The Government's plan for compulsory pensions at work is threatened by a new mis-selling spectre, with employees at risk of seeing a significant proportion of their contributions disappearing in adviser charges.

The Financial Services Authority has approved "consultancy charging" for corporate pensions, on the same model as the new "adviser charging" for individual investments. This allows potentially large deductions from pension pots yet has no mechanism to regulate the advisers.

Alasdair Buchanan at Scottish Life said: "In the individual market advisers are fully regulated. The corporate side of the market is treated as if advisers are dealing with people in companies who know what they are doing, which is not true of small and medium-sized companies. One of the suggestions we have made is that should change, and the standards of advice should be the same."

Automatic enrolment of employees into a pension scheme, with a minimum total 8% contribution, came into force last October for the very biggest firms but will take another five years for smaller firms to reach their "staging date".

Almost one million of the 1.3 million firms facing auto-enrolment have ten or fewer employees, and need outside help.

Steven Cameron, head of regulatory strategy at Aegon (formerly Scottish Equitable), said the FSA had ruled that after a firm's staging date, consultancy charging could only be used when the employer was voluntarily paying above the 8% level, to maintain minimum contributions.

Peter Glancy at Scottish Widows said that meant for a firm making 10% of salary contributions, the maximum first-year deduction for advice would be 20% of an auto-enrolled employee's contributions.

But Chris Donald, of corporate pension specialist Innovate Financial Services, said some insurers currently endorsed advisers taking 50% of the first year's premiums.

He said: "That is a massive number, and what we are seeing is an average of about 25%."

Innovate charges a fee per employee enrolled, Mr Donald said. "If they are not charging per man then I would expect the figure should be 10% to 15%."

Tom McPhail, of brokers Hargreaves Lansdown, says: "We have seen cases where the insurance company is saying in principle we will allow you to take 100% of the first year's contributions."

That was, in principle, allowed by the regulator, he said.

Mr Donald said big upfront deductions from personal pensions, to pay for commissions, had been driven out in the industry clean-up over the past decade, but were effectively reappearing with consultancy charging.

"They are allowed to spread the charge by taking it out of premiums over the first year or beyond, so you could have a situation where the adviser's costs are taking a significant amount of money out of the individual's pension pot.

"The risk is that people will sell group pensions on the 'never never' – the employer doesn't pay any fees, the employee pays it all out of contributions – and it is going back to where we were 20 years ago."

Mr Glancy said: "If consultancy charging goes, a large part of the advice market will go because a large proportion of employers won't pay fees or can't afford to.

"So, with 800,000 firms set up to enrol for the first time, there is a good chance employers will end up with a high-charging scheme and poor returns.

"If we get the advisers out, who's going to help them? The rules are not sufficiently robust. At the moment you are permitted to take a percentage of the fund, a percentage of the premium or pounds and pence, and that could be quite a disproportionately large amount."

The debate over advice charges has so far been confined to the industry media, with political concern focusing on the issue of annual management charges.

Mr McPhail says: "The Department for Work and Pensions says employers should not have to pay fees, and is identifying ways of simplifying compliance with auto-enrolment.

"In the meantime, the FSA has said consultancy charging is OK and advisers can still charge fees – but no-one has quite worked out what it is appropriate to charge [scheme] members for.

"The crucial thing is to make sure people get what they pay for."

Industry expert Steve Bee of Paradigm Pensions said employees would question what they were being charged for.

He said: "If all they are doing is being put into a tracker fund, they might think it's not good value. One way round it is price-capping."

A price cap is one option thought to be under consideration by Pensions Minister Steve Webb, widely seen as better informed than any of his 14 Labour predecessors in 13 years. He has promised to respond to the concerns in April.

Morten Nilsson, chief executive of Now:Pensions, the Danish group offering a low-cost scheme to UK firms, commented: "For me the problem with consultancy charging is it is more transparent than commission but it works a bit the same way.

"If it is something that has an ongoing structure, then you need to get an ongoing benefit out of it also.

"The fee levels have to be appropriate to the benefits being delivered."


> **Directions for this task**:
Copy every line in the records below that contains the word "reference".

Figure record listings

========

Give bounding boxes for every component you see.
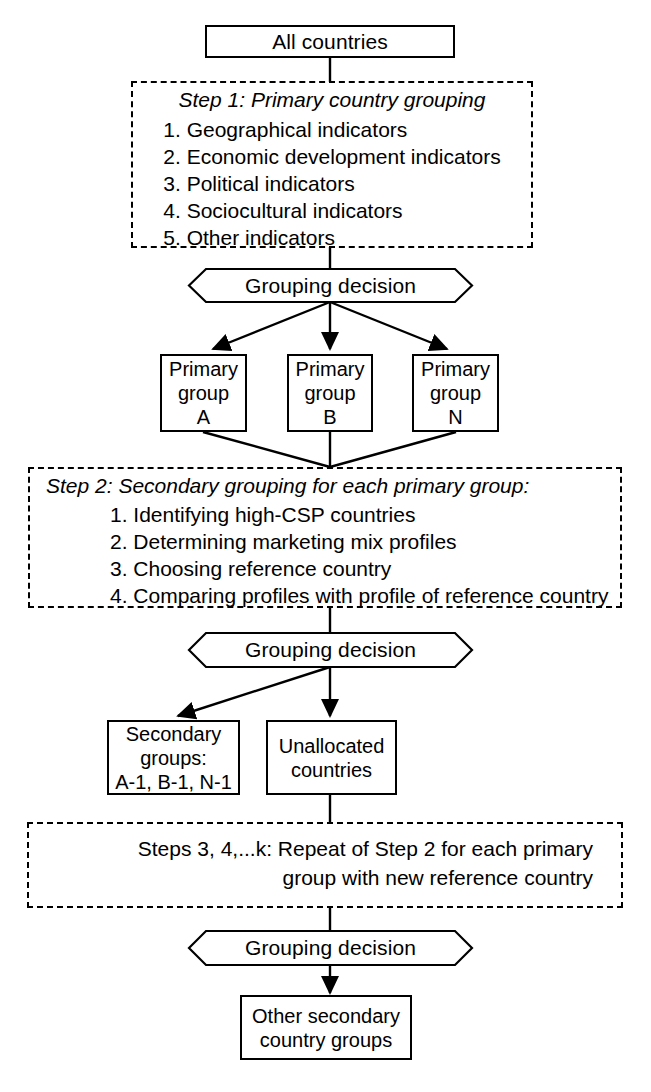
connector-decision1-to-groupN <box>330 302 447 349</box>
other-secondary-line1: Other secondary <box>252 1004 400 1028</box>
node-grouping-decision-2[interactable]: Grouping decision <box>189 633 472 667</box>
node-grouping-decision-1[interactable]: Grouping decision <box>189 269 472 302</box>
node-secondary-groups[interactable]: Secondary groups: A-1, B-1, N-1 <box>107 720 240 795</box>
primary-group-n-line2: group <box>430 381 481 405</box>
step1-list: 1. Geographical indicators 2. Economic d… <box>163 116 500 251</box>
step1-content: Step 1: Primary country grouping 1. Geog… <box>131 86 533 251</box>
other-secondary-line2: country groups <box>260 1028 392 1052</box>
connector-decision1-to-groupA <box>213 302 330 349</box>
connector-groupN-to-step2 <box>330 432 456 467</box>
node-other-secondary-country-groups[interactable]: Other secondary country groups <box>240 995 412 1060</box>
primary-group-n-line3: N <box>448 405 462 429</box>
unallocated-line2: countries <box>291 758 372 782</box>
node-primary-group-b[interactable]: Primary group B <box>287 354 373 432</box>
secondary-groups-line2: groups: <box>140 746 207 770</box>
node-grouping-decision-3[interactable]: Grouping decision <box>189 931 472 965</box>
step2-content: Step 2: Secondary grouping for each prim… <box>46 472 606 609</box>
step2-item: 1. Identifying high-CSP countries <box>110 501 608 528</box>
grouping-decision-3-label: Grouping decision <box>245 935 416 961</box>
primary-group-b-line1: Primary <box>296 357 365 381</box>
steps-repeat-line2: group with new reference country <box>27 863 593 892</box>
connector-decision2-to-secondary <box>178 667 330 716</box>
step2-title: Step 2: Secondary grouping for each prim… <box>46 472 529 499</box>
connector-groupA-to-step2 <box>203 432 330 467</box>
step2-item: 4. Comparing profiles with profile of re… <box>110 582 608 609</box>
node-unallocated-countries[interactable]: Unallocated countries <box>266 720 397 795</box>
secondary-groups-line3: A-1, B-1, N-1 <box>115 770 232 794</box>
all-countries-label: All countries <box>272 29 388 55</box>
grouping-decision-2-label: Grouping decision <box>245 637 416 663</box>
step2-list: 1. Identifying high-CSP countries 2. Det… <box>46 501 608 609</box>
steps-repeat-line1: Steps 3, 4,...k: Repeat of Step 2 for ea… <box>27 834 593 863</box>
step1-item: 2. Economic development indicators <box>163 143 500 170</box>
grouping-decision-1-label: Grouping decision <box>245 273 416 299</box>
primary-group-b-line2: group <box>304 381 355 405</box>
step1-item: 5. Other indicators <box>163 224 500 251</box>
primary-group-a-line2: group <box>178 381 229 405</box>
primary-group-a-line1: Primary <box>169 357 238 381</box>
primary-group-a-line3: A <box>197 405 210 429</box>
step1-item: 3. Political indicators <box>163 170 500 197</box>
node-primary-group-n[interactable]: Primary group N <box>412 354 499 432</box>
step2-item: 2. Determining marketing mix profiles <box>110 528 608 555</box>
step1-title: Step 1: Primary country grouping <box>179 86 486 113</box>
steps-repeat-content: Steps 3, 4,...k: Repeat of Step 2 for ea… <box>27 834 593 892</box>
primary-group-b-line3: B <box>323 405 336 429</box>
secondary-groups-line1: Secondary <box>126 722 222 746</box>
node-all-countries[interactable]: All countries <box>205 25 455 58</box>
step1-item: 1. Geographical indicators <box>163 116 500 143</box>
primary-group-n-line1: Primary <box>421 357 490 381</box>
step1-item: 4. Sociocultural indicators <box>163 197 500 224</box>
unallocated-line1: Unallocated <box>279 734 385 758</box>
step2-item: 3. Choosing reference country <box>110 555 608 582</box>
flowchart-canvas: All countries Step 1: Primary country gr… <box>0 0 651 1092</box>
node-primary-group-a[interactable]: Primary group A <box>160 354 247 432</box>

========

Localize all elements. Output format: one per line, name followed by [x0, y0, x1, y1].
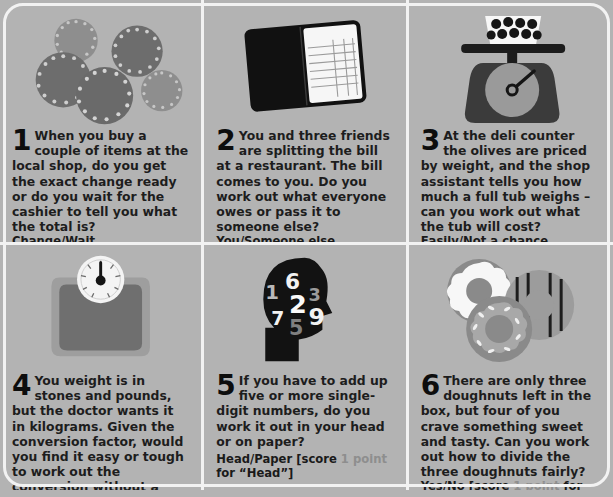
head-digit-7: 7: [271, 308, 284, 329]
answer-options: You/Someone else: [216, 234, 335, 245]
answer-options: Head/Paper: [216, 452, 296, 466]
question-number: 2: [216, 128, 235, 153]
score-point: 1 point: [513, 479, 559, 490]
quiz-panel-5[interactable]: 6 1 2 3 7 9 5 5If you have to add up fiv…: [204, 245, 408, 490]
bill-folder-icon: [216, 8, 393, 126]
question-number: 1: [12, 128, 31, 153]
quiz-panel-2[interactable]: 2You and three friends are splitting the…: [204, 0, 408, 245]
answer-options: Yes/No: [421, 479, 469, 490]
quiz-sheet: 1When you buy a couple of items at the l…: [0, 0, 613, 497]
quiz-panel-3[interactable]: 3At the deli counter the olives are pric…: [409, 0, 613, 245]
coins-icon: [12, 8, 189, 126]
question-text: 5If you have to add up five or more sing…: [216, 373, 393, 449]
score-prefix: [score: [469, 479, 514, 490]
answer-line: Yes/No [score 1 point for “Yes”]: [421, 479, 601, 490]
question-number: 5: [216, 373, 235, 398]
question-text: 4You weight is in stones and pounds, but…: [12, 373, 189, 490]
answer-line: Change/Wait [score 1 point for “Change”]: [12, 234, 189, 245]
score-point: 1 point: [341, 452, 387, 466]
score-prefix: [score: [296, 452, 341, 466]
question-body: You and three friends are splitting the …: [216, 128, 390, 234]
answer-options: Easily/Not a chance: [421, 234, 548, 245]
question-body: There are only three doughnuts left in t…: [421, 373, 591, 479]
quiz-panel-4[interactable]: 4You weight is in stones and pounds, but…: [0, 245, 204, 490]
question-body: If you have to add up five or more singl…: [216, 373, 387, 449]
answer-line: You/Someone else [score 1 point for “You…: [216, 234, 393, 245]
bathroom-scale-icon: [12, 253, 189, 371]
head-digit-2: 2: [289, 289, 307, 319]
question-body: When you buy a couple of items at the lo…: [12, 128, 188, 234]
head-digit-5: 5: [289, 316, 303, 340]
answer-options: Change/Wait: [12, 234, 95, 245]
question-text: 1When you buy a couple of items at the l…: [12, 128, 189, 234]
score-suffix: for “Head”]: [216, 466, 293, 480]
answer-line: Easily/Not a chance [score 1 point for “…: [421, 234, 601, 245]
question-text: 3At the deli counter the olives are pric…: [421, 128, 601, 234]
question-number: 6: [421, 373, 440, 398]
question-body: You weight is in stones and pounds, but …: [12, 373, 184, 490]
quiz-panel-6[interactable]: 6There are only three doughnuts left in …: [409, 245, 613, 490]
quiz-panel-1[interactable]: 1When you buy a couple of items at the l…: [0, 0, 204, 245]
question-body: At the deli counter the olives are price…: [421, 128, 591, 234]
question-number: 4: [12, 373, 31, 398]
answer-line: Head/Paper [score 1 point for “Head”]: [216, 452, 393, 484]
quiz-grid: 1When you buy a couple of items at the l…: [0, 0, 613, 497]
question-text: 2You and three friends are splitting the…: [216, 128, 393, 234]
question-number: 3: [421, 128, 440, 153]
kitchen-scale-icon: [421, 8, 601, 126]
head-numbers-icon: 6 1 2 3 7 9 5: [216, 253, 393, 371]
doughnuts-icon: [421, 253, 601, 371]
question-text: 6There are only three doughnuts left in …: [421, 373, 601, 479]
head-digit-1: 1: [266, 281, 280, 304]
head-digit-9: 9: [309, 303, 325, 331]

========

> **Result of this exercise**:
steps-repeat-line2: group with new reference country <box>27 863 593 892</box>
step2-item: 3. Choosing reference country <box>110 555 608 582</box>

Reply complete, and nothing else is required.